Chain Letter Blu-ray Movie, Audio Quality  3.5 of 5

Despite some gimmicky sound design and a slightly low vocal mix, the film's DTS-HD Master Audio 5.1 surround track is—to be generous—better than merely adequate. The track's dynamic range and clarity aren't exactly exemplary, but the LFE channel does kick in for occasional low-end oomph and high-end sounds like clinking chains clatter clearly. (Apologies for the excessive and unintentional alliteration.) Likewise, the rear speakers may not be utilized consistently, but they get plenty of action, from atmospheric ambience, like heavy rain and rolling thunder, to disembodied media voices stylistically circling the soundfield, intoning ominously about, I dunno, identity theft or whatever. As I mentioned, dialogue sometimes sounds a bit low, but never to the point of distraction or unintelligibility.

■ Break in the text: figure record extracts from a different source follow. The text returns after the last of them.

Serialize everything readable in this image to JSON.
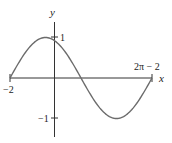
{
  "chart_data": {
    "type": "line",
    "title": "",
    "function": "y = sin(x + 2)",
    "xlabel": "x",
    "ylabel": "y",
    "xlim": [
      -2,
      4.2832
    ],
    "ylim": [
      -1,
      1
    ],
    "grid": false,
    "legend": null,
    "x_tick_labels": [
      "−2",
      "2π − 2"
    ],
    "x_ticks": [
      -2,
      4.2832
    ],
    "y_tick_labels": [
      "1",
      "−1"
    ],
    "y_ticks": [
      1,
      -1
    ],
    "series": [
      {
        "name": "curve",
        "x": [
          -2,
          -1.5,
          -1,
          -0.43,
          0,
          0.5,
          1,
          1.14,
          1.5,
          2,
          2.5,
          2.71,
          3,
          3.5,
          4,
          4.2832
        ],
        "y": [
          0,
          0.479,
          0.841,
          1.0,
          0.909,
          0.598,
          0.141,
          0.0,
          -0.351,
          -0.757,
          -0.978,
          -1.0,
          -0.959,
          -0.598,
          -0.279,
          0
        ]
      }
    ],
    "colors": {
      "curve": "#6b6b6b",
      "axes": "#333333"
    }
  },
  "labels": {
    "x_axis": "x",
    "y_axis": "y",
    "x_min": "−2",
    "x_max": "2π − 2",
    "y_max": "1",
    "y_min": "−1"
  }
}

English SDH and Spanish subtitles are available in clean white lettering for those that need them.


Chain Letter Blu-ray Movie, Special Features and Extras  0.5 of 5

All you'll find here is a two-minute standard definition trailer.


Chain Letter Blu-ray Movie, Overall Score and Recommendation  1.5 of 5

Forget scraping the bottom of the barrel for horror movie plots—this one has overturned the barrel to see if there are any new ideas underneath. There aren't. Owing to my line of work, I'm subjected to quite a few utterly awful slashers each year, but Chain Letter might just be the worst example of its genre I've seen in ages. Take a cue from the film's neo-Luddite themes: if you're tempted to watch this nonsense—and I mean literal nonsense—just turn off the TV.